In total, there are around thirty organizations from civil society in Catalonia that have chosen to join the protest. The main pro-independence groups will be there, such as the Catalan National Assembly (ANC), Òmnium Cultural and the Council of the Republic, but also others such as the Association of Municipalities for Independence, Estat Català, the Intersindical-CSC union and the Meridiana Resisteix protest group. And the three main pro-independence parties (ERC, Junts and the CUP) have joined. The protest will take the form of a rally, and will be located on the steps that go up Montjuïc to the MNAC itself, specifically on the esplanade in front of the four Ionic columns designed by Puig and Cadafalch. The start time will be 9am on Thursday, January 19th - and although it is a working day, the participating groups are confident that this will not be a reason for people to stay away. The slogan for the day: Aquí no s'ha acabat res. Independència Països Catalans. Prou repressió - "Nothing has ended here. Independence for the Catalan Lands. End the repression".

An "act of domination" that must not stand

The groups presented the rally in a joint press conference held in the location where the protest will take place. The president of the ANC, Dolors Feliu, called for the public to take to the streets to show their rejection of this attempted "occupation". "We don't share it and we can't allow it." Feliu also took the opportunity to reject the decision by the president of Catalonia, Pere Aragonès, to attend the summit despite the fact that his party, ERC, is mobilizing against it. "It's a contradiction, we ask him not to go," she said. However, if in the end, he does, the ANC considers that he must put the self-determination debate on the table. "We are not respected as a nation."


For his part, the president of Òmnium Cultural, Xavier Antich, said that the independence movement will take to the streets because "it cannot look the other way while the Spanish state continues to deploy its repressive machinery against dissent". "Here there is a political conflict very much alive that the state refuses to face," he stated. The message conveyed by the mobilization must reach far, across the world, to show that the "marketing operations" of the Spanish government will not serve to hide the fact that the independence process is still alive. And he showed absolute confidence, that "without a doubt", the rally will be a success.

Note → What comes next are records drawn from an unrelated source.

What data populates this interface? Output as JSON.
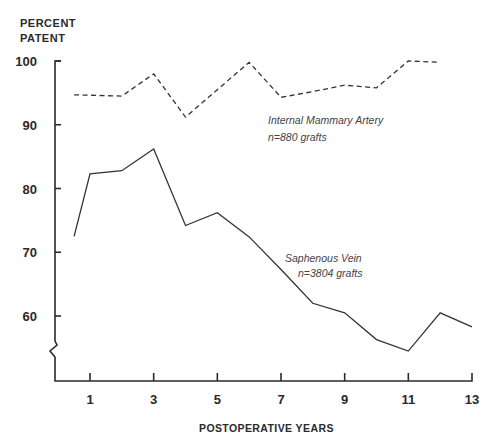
{
  "chart_data": {
    "type": "line",
    "title": "",
    "xlabel": "POSTOPERATIVE YEARS",
    "ylabel_lines": [
      "PERCENT",
      "PATENT"
    ],
    "ylabel": "PERCENT PATENT",
    "xlim": [
      0,
      13
    ],
    "ylim": [
      50,
      100
    ],
    "x_ticks": [
      1,
      3,
      5,
      7,
      9,
      11,
      13
    ],
    "y_ticks": [
      60,
      70,
      80,
      90,
      100
    ],
    "axis_break": true,
    "grid": false,
    "series": [
      {
        "name": "Internal Mammary Artery",
        "annotation": [
          "Internal Mammary Artery",
          "n=880 grafts"
        ],
        "style": "dashed",
        "x": [
          0.5,
          2,
          3,
          4,
          5,
          6,
          7,
          8,
          9,
          10,
          11,
          12
        ],
        "values": [
          94.7,
          94.5,
          98.0,
          91.2,
          95.5,
          99.8,
          94.3,
          95.2,
          96.2,
          95.8,
          100.0,
          99.8
        ]
      },
      {
        "name": "Saphenous Vein",
        "annotation": [
          "Saphenous Vein",
          "n=3804 grafts"
        ],
        "style": "solid",
        "x": [
          0.5,
          1,
          2,
          3,
          4,
          5,
          6,
          7,
          8,
          9,
          10,
          11,
          12,
          13
        ],
        "values": [
          72.5,
          82.3,
          82.8,
          86.2,
          74.2,
          76.2,
          72.4,
          67.3,
          62.0,
          60.5,
          56.3,
          54.5,
          60.5,
          58.3
        ]
      }
    ]
  }
}
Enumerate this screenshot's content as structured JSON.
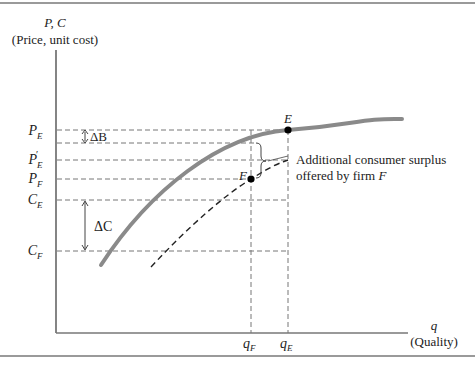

And from the exile-based Council of the Republic, Toni Castellà celebrated that the response of independence will be joint. "We are unified in the goal of proving to those who provoke us by saying that the process is over, that this is not the case," he said. "We call on the people of Catalonia to say loud and clear on Thursday that independence is more alive than ever and we will not stop until we achieve it." Castellà acknowledged that on some occasions the movement has not been united and there has been "self-criticism" because the leaderships have not been up to the task, but he has celebrated that "the social majority" will indeed be there. "The people always respond."